The impact of these cultural and leadership gaps varies by industry:

  • Retail, fast-moving consumer goods (FMCG), and B2C services: High turnover, dispersed teams and weak learning cultures make it difficult to achieve a return on training investment.
  • Public sector: Bureaucracy and compliance needs overshadow cultural engagement, limiting the scope for innovation.
  • Industry, electronics and automotive: These sectors face urgent upskilling needs due to rapid technological change, yet progress is slowed by internal silos and limited leadership advocacy.

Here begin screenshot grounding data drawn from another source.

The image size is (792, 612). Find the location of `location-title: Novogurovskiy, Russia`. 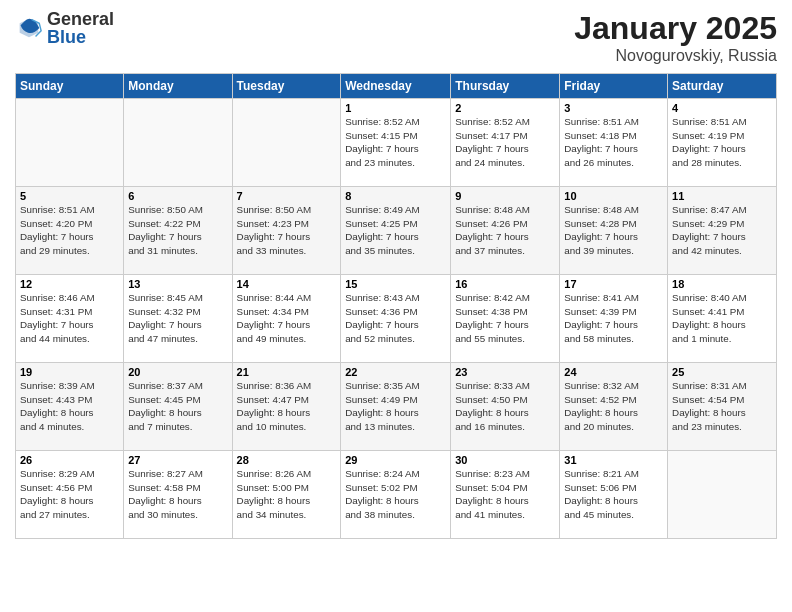

location-title: Novogurovskiy, Russia is located at coordinates (676, 56).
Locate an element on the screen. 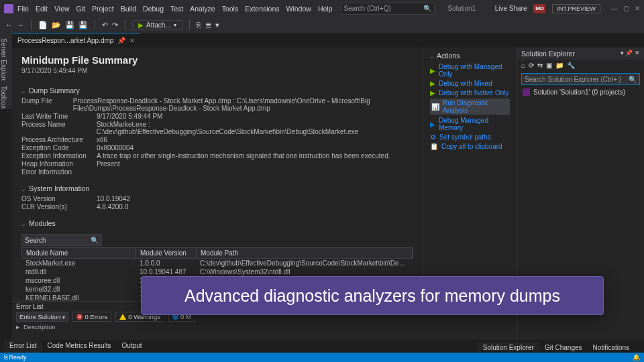 The height and width of the screenshot is (362, 644). tab-code-metrics: Code Metrics Results is located at coordinates (79, 346).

Practical Steps Forward for L&D Leaders

The shift from budget-focused conversations to culture-focused strategies requires deliberate action. Based on our research findings, three priorities stand out:

  1. Build internal advocacy

  • Identify learning champions at multiple organizational levels, not just in HR.
  • Encourage leaders to share their own learning experiences publicly.
  • Run internal campaigns that explicitly link learning to measurable business performance.
  1. Make learning relevant to business

  • Tie every initiative to a clearly articulated business goal, key performance indicator (KPI) or pain point.
  • Use data — such as self-assessments or performance metrics — to make the case for investment.
  • Design programs that address both organizational priorities and learner aspirations.
  1. Invest in culture, not just content

  • Start with a diagnostic. Assess the current state of the learning culture before designing interventions.
  • Involve leaders as participants, facilitators and visible sponsors.
  • Integrate reinforcement and follow-up into every program to ensure behavior change and application on the job.

The Cultural Imperative

For L&D leaders everywhere, these insights carry weight. In particular, need to adopt an agile approach to cultural differences. What works in a Northern European market with a high learning culture maturity, for example, may fall flat in Southern Europe without adaptation to local management styles and learner expectations.

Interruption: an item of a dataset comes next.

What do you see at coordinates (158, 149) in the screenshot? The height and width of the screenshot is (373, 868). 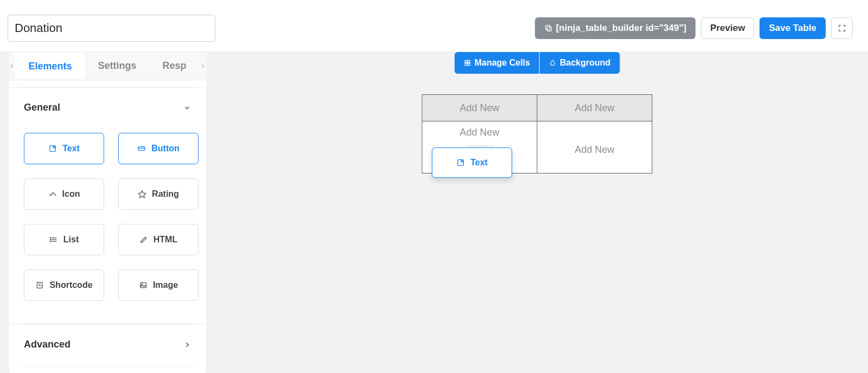 I see `element-button: Button` at bounding box center [158, 149].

Furthermore, HR and L&D teams are often under pressure to balance global strategies with local relevance. This challenge can only be met by securing leadership buy-in and embedding learning into the organizational DNA.

Beyond the L&D Budget Conversation

Budget constraints will not disappear. However, the more urgent challenge for L&D leaders is building belief, engagement and ownership of learning at every level of the organization. When employees, and especially leaders, see learning as integral to business performance, resources are more likely to follow.

The role of the L&D leader in 2025 is not simply to purchase or deliver training, but to act as a culture shaper and strategic partner. The ultimate truth is simple: If your people do not believe in learning, no budget will ever be enough.